By Associated Press - Thursday, January 5, 2017

WICHITA, Kan. (AP) - A European plane-maker that established a U.S. engineering outpost in Wichita 14 years ago has moved to a new building at Wichita State University.

Airbus Americas Engineering’s final group of Wichita employees began working at the two-story, 90,000-square-foot building this week, the Wichita Eagle (https://bit.ly/2iVftQP ) reported.

Brandi Chandler, who coordinated the multi-stage move for Toulouse, France-based Airbus, said it began the first week of December and involved 300 employees.

John O’Leary, vice president of Airbus Americas Engineering, said the transition “went extremely smooth.”

The move not only was a means to consolidate its work from two buildings to one, but was also a way to be closer to the university’s new Innovation Campus, where there’s a pipeline for the company’s future workforce, O’Leary said.
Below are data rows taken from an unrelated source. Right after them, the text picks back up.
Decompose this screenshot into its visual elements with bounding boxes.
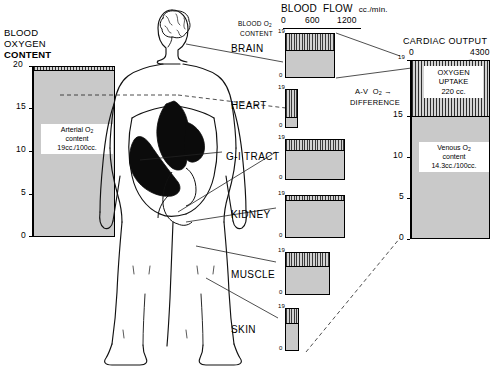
oxygen-uptake-callout: OXYGEN UPTAKE 220 cc. (424, 66, 483, 98)
blood-flow-title: BLOOD FLOW cc./min. (281, 4, 388, 15)
organ-label-muscle: MUSCLE (231, 270, 275, 281)
organ-bar-skin (285, 308, 299, 351)
cardiac-scale-right: 4300 (470, 48, 490, 57)
flow-tick-1200: 1200 (337, 16, 357, 25)
kidney-extraction-hatch (286, 196, 344, 201)
organ-bar-gi-tract (285, 139, 345, 180)
blood-o2-content-label-2: CONTENT (240, 30, 273, 37)
uptake-line2: UPTAKE (427, 77, 480, 86)
right-tick-label-5: 5 (399, 192, 404, 201)
organ-label-brain: BRAIN (231, 44, 264, 55)
kidney-bottom-tick: 0 (279, 232, 283, 238)
organ-label-gi-tract: G-I TRACT (226, 152, 279, 163)
flow-tick-0: 0 (281, 16, 286, 25)
physiology-diagram: BLOOD OXYGEN CONTENT 20 15 10 5 0 Arteri… (0, 0, 503, 373)
organ-bar-muscle (285, 252, 330, 295)
gi-bottom-tick: 0 (279, 174, 283, 180)
organ-label-skin: SKIN (231, 325, 256, 336)
heart-extraction-hatch (286, 90, 297, 118)
skin-bottom-tick: 0 (279, 345, 283, 351)
right-tick-label-0: 0 (399, 233, 404, 242)
venous-content-callout: Venous O2 content 14.3cc./100cc. (419, 142, 489, 172)
cardiac-scale-left: 0 (409, 48, 414, 57)
right-tick-label-10: 10 (393, 151, 403, 160)
organ-bar-heart (285, 89, 298, 128)
venous-line3: 14.3cc./100cc. (422, 162, 486, 171)
cardiac-output-title: CARDIAC OUTPUT (403, 37, 487, 47)
organ-bar-brain (285, 33, 335, 78)
right-tick-label-15: 15 (393, 110, 403, 119)
skin-extraction-hatch (286, 309, 298, 324)
venous-line1: Venous O2 (422, 144, 486, 153)
brain-extraction-hatch (286, 34, 334, 51)
muscle-extraction-hatch (286, 253, 329, 267)
right-tick-label-19: 19 (398, 54, 405, 60)
venous-line2: content (422, 153, 486, 162)
right-tick-0 (407, 239, 410, 240)
brain-bottom-tick: 0 (279, 72, 283, 78)
organ-bar-kidney (285, 195, 345, 238)
uptake-line1: OXYGEN (427, 68, 480, 77)
uptake-line3: 220 cc. (427, 87, 480, 96)
organ-label-heart: HEART (231, 101, 267, 112)
av-difference-label-2: DIFFERENCE (350, 99, 400, 107)
right-tick-10 (407, 157, 410, 158)
gi-extraction-hatch (286, 140, 344, 151)
right-tick-15 (407, 116, 410, 117)
flow-tick-600: 600 (305, 16, 320, 25)
flow-axis-line (283, 28, 361, 29)
organ-label-kidney: KIDNEY (231, 210, 271, 221)
blood-o2-content-label-1: BLOOD O2 (238, 20, 272, 28)
right-tick-5 (407, 198, 410, 199)
muscle-bottom-tick: 0 (279, 289, 283, 295)
av-difference-label-1: A-V O2 → (355, 88, 392, 97)
right-tick-19 (407, 60, 410, 61)
heart-bottom-tick: 0 (279, 122, 283, 128)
“It’s the long way of saying this move makes business sense for us,” he said.

The Wichita office does wing design work on all Airbus commercial jetliners and houses a team of workers and engineers assigned to the company’s in-service repair and customer support.

O’Leary said the move to the new building happened earlier than expected because the contractor Airbus used was ahead of schedule. He said he expects greater access to the labs at the new Experiential Engineering building, as well as greater collaboration with Wichita State and similar companies housed at the Innovation Campus.

According to O’Leary, some Wichita State students are already working directly with Airbus engineers while exposing company staff to the “enthusiasm and energy” of the students.

“Maintaining this pipeline is critical,” he said.